All you need to charge a battery from a capacitor is to have more voltage charged on the capacitor than the voltage of the battery. The size will only affect how much time the capacitor will charge the battery.
Q. Identical dielectric slabs are inserted into two identical capacitor A and B. These capacitor and a battery are connected as shown in the figure. Now, the the slab of capacitor B is pulled out with battery renaming connected. Q. A capacitor cannot be used as a battery because Q.
The capacitor charging circuit is simple: a series resistor R1 to limit charge current through D1 into the capacitor bank C2. If the power-up events are rare, the energy loss on R1 is not substantial and doesn't have undue impact on the energy efficiency of the device.

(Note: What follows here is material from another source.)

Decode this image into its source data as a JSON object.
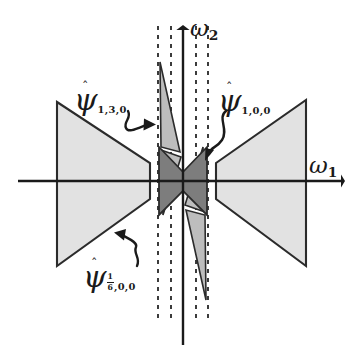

Supercapacitors need to evolve a lot before they actually replace batteries. Therefore, normal capacitors will not act as batteries. Q. Identical dielectric slabs are inserted into two identical capacitor A and B. These capacitor and a battery are connected as shown in the figure.
A super capacitor normally has a capacitance of between 1 to 3000 farads, which make them good substitutes for batteries! We are going to safely charge 2x 400 farad capacitors in series up to 5.4VDC, and feed that voltage through a DC-DC booster circuit.
To summarize, the charging is only good if the voltage is close to 1.5 volts but capacitors have vastly variable voltage that depends on the stored energy and/or charge dramatically. Normal capacitors store much less energy than batteries because they don't change any chemistry i.e. no "burning".